We study the phase transition from a nematic phase to a high-density disordered phase in systems of long rigid rods of length k on the square and triangular lattices. We use an efficient Monte Carlo scheme that partly overcomes the problem of very large relaxation times of nearly jammed configurations. The existence of a continuous transition is observed on both lattices for k = 7. We study correlations in the high-density disordered phase, and we find evidence of a crossover length scale ξ * 1400, on the square lattice. For distances smaller than ξ * , correlations appear to decay algebraically. Our best estimates of the critical exponents differ from those of the Ising model, but we cannot rule out a crossover to Ising universality class at length scales ≫ ξ * . On the triangular lattice, the critical exponents are consistent with those of the two dimensional three-state Potts universality class.
We solve a model of polymers represented by self-avoiding walks on a lattice which may visit the same site up to three times in the grand-canonical formalism on the Bethe lattice. This may be a model for the collapse transition of polymers where only interactions between monomers at the same site are considered. The phase diagram of the model is very rich, displaying coexistence and critical surfaces, critical, critical endpoint and tricritical lines, as well as a multicritical point.From the grand-canonical results, we present an argument to obtain the properties of the model in the canonical ensemble, and compare our results with simulations in the literature. We do actually find extended and collapsed phases, but the transition between them, composed by a line of critical endpoints and a line of tricritical points, separated by the multicritical point, is always continuous.This result is at variance with the simulations for the model, which suggest that part of the line should be a discontinuous transition. Finally, we discuss the connection of the present model with the standard model for the collapse of polymers (self-avoiding self-attracting walks), where the transition between the extended and collapsed phases is a tricritical point.
We study a system of long rigid rods of fixed length k with only excluded volume interaction. We show that, contrary to the general expectation, the self-consistent field equations of the Bethe approximation do not give the exact solution of the problem on the Bethe lattice in this case. We construct a new lattice, called the random locally treelike layered lattice, which allows a dense packing of rods, and we show that the Bethe self-consistent equations are exact for this lattice. For a four-coordinated lattice, k-mers with k ≥ 4 undergo a continuous isotropic-nematic phase transition. For even coordination number q ≥ 6, the transition exists only for k ≥ k(min)(q), and is discontinuous.
We solve a model of self-avoiding walks with up to two monomers per site on the Bethe lattice. This model, inspired in the Domb-Joyce model, was recently proposed to describe the collapse transition observed in interacting polymers [J. Krawczyk, Phys. Rev. Lett. 96, 240603 (2006)]. When immediate self-reversals are allowed (reversion-allowed model), the solution displays a phase diagram with a polymerized phase and a nonpolymerized phase, separated by a phase transition which is of first order for a nonvanishing statistical weight of doubly occupied sites. If the configurations are restricted forbidding immediate self-reversals (reversion-forbidden model), a richer phase diagram with two distinct polymerized phases is found, displaying a tricritical point and a critical end point.

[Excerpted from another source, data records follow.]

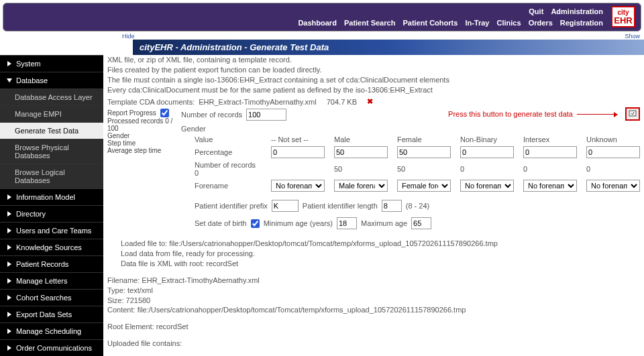 The width and height of the screenshot is (644, 356). I want to click on pid-length-label: Patient identifier length, so click(340, 206).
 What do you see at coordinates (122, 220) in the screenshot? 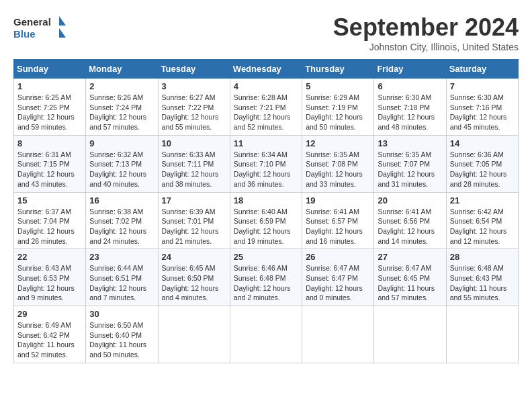
I see `calendar-cell: 16 Sunrise: 6:38 AM Sunset: 7:02 PM Dayl…` at bounding box center [122, 220].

Articles you may be interested inFast off-lattice Monte Carlo simulations of soft-core spherocylinders: Isotropic-nematic transition and comparisons with virial expansion J. Chem. Phys. 137, 134904 (2012); 10.1063/1.4755959 Critical behavior of long straight rigid rods on two-dimensional lattices: Theory and Monte Carlo simulations Comment on "Monte Carlo simulations of smectic phase transitions in flexible-rigid-flexible molecules" [J. Chem.We present a Monte Carlo algorithm for studying the equilibrium properties of hard rod fluids having only excluded volume interactions. The algorithm does not suffer from slow-down due to jamming even at densities close to the maximum possible. Implementing this algorithm on a two dimensional square lattice, we show the existence of a transition from an ordered nematic phase to a disordered phase at a critical density 0.910, for rods of length 7.

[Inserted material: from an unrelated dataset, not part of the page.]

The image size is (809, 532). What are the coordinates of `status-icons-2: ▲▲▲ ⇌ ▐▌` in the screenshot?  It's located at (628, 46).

Athermal lattice gases of particles with first neighbor exclusion have been studied for a long time as simple models exhibiting a fluid-solid transition. At low concentration the particles occupy randomly both sublattices, but as the concentration is increased one of the sublattices is occupied preferentially. Here, we study a mixed lattice gas with excluded volume interactions only in the grand-canonical formalism with two kinds of particles: small ones, which occupy a single lattice site and large ones, which, when placed on a site, do not allow other particles to occupy its first neighbors also. We solve the model on a Bethe lattice of arbitrary coordination number q. In the parameter space defined by the activities of both particles, at low values of the activity of small particles (z(1)) we find a continuous transition from the fluid to the solid phase as the activity of large particles (z(2)) is increased. At higher values of z(1) the transition becomes discontinuous, both regimes are separated by a tricritical point. The critical line has a negative slope at z(1) = 0 and displays a minimum before reaching the tricritical point, so that a re-entrant behavior is observed for constant values of z(2) in the region of low density of small particles. The isobaric curves of the total density of particles as a function of the density or the activity of small particles show a minimum in the fluid phase.